Over time, I came to spend afternoons sitting in the corrugated iron roof shed that was his store, the cool interiors smelling of cold cycle grease and the freshly brewed sweet tea from the stall. beside. While he was fixing something small on a bicycle, or teaching me about a new brake mechanism, we drank tea together. I like to think that Gopal-da and I saw in the era of liberalization in India: old, clunky, safe and solid cycles like my dudhwala bike were giving way to more fashionable, visually appealing machines, that Gopal-da believed he could not go the distance. He showed me the poor quality of the new brake mechanisms and expressed his horror at the twisted bits of wire passing for brake cords, insisting that they wouldn’t last a single monsoon in Calcutta.
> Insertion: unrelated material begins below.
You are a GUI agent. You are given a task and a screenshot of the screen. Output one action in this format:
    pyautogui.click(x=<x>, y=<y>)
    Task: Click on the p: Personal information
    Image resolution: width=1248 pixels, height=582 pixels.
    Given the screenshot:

However, he vouched for the frame of my racing bike, which he said would stand the test of time. (As of this writing, said bicycle, now 34, is ridden by one of my students.)
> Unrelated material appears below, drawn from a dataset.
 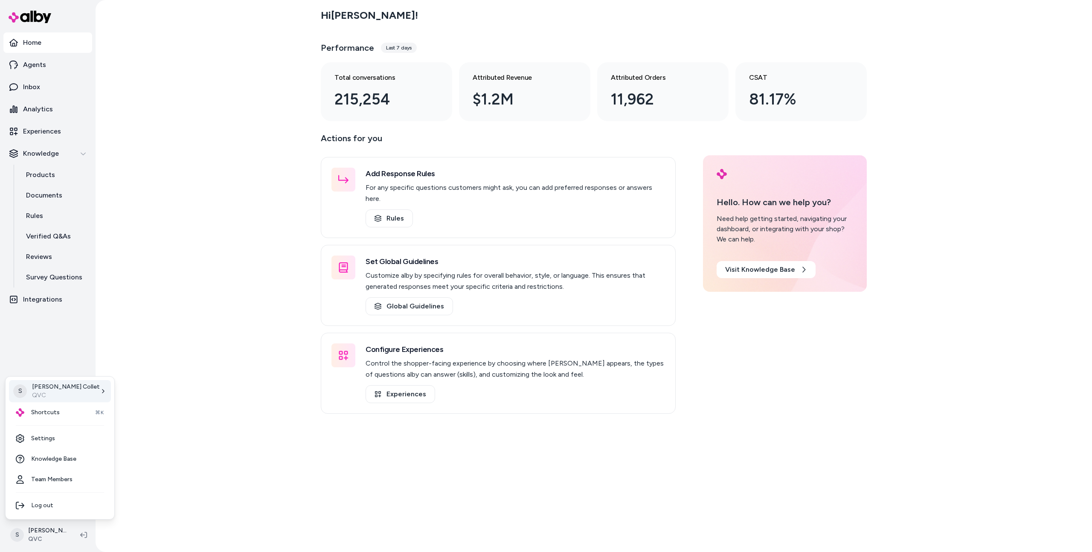 I want to click on p: QVC, so click(x=66, y=395).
Gopal-da was a muscular, stiff man with a lot of hair and a full beard. For me, it was the idealized, ambitious and slightly eroticized male body. He was a man made for lazy afternoons spent at work in a lazy and languid atmosphere. It’s possible that I shifted that awareness back then, but even now I can’t overtake a bike with a drop handlebars without ogling.

Around my second year in college, the unthinkable started to happen. Gopal-da has acquired a belly, a real Bangali Bhuri. It was around the same time, I think, that his tendency to borrow my racing bike decreased in frequency. Around the same time, Gopal-da’s daughter began to appear in her store, first as her father’s assistant, then (most often) as the store’s sole occupant and worker. My disappointment with Gopal-da’s fall from iconic status quickly established causal links between the three events, although a retrospective calculation would have placed Gopal-da at the dangerous age of around 40, when physical routines collapse on themselves and dream of a lazy present and the hard-earned and well-deserved future shakes some parts of men’s bodies. I was 19, approaching 20, and at least implicitly believed I was invulnerable, immortal, and invincible, so I had little or no sympathy for the situation. I never fully recognized my erotic admiration for the young woman, who I imagined to be between 15 and 16 years old. She was nervous, muscular, and wore men’s work clothes or cotton dresses as she casually lifted 25-kilo bikes on recycled bike chains hung from hooks. attached to the wooden beams which also supported the corrugated iron sheets.

And then one day the store was closed. The tea man next door could only tell me that Gopal-da had stopped running the bike shop: the black and yellow sign that had marked a world for me for so long had been demolished, and the shed padlocked was suddenly just another shapeless shape along an indefinable road. The tea man greeted me for about a year each time I walked past him and the nearby empty shed in the hope that the sign had magically reappeared, or Gopal-da or his daughter. But I never saw them again. After another year, I left town, and by the time I returned, it was not a place for cyclists. A completely different world had started to develop, as Calcutta was replaced by a new unknown place called Kolkata. Older pleasures seemed unusual and irresponsible. A high-ranking policeman advised me not to ride a bicycle: I had acquired political enemies and accidents could happen.

Benjamin Zachariah is a historian by training, working on comparative fascism and the politics of writing history.